● EXERCISE MATERIAL
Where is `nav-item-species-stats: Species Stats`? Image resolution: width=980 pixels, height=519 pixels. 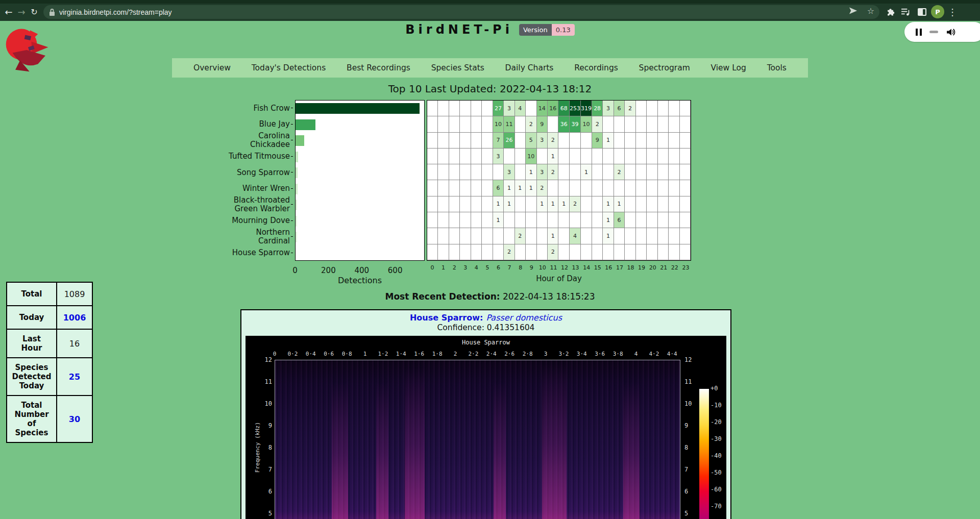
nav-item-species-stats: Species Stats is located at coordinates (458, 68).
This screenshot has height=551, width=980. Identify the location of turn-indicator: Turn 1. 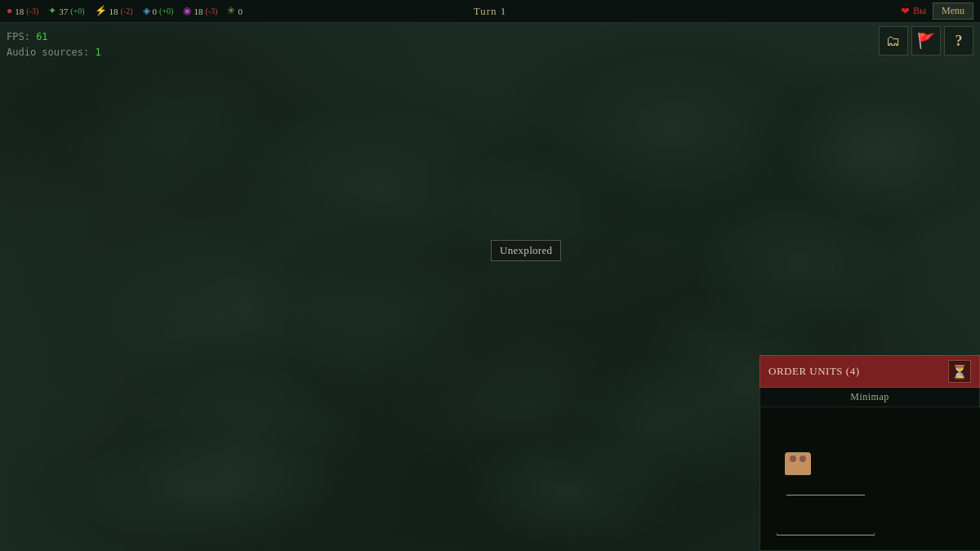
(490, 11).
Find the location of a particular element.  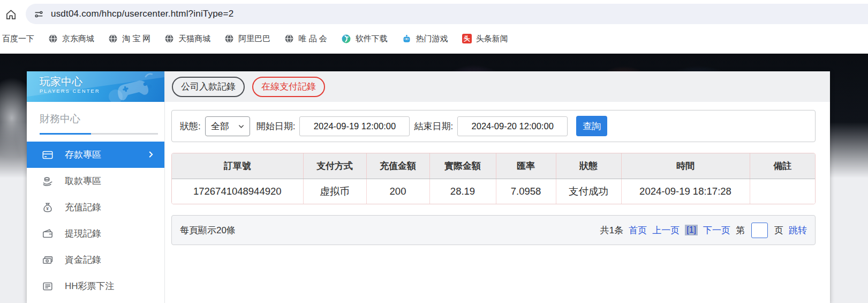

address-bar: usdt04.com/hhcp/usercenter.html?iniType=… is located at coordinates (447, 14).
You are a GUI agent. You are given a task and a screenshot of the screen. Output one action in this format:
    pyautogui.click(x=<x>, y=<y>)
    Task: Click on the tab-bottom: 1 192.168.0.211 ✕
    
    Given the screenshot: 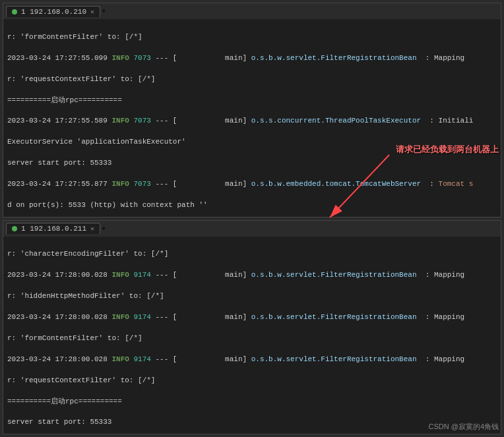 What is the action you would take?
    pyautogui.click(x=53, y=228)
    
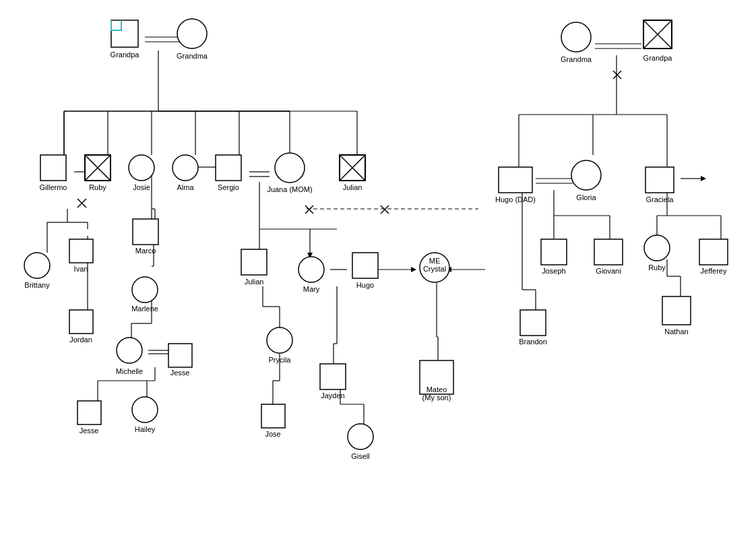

--

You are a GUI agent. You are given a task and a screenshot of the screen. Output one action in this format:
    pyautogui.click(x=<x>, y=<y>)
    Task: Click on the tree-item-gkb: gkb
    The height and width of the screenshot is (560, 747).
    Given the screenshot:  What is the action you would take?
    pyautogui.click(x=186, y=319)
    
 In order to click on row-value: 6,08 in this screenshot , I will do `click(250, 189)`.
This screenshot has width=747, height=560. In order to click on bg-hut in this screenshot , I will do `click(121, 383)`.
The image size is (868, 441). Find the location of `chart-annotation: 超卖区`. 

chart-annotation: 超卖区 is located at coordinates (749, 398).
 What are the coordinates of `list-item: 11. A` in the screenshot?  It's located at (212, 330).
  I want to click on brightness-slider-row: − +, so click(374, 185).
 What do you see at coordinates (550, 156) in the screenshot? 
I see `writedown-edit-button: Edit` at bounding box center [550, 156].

...

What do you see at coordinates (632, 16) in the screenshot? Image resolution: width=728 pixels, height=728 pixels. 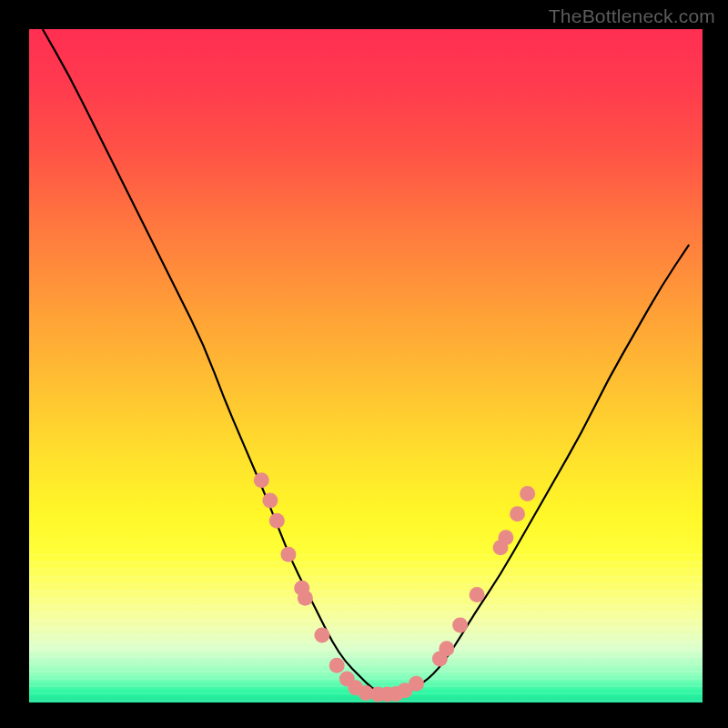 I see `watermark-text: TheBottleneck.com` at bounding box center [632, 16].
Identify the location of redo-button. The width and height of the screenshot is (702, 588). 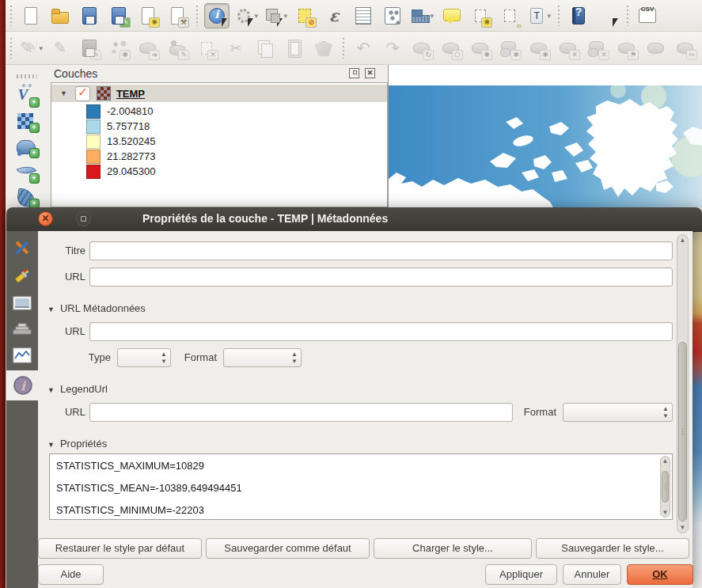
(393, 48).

● EXERCISE REQUIREMENTS
Each line in the records that carries "will" must be copied out.

● THE ANSWER
 In order to click on row-value: 6,08 in this screenshot , I will do `click(250, 189)`.
This screenshot has width=747, height=560. In order to click on bg-hut in this screenshot , I will do `click(121, 383)`.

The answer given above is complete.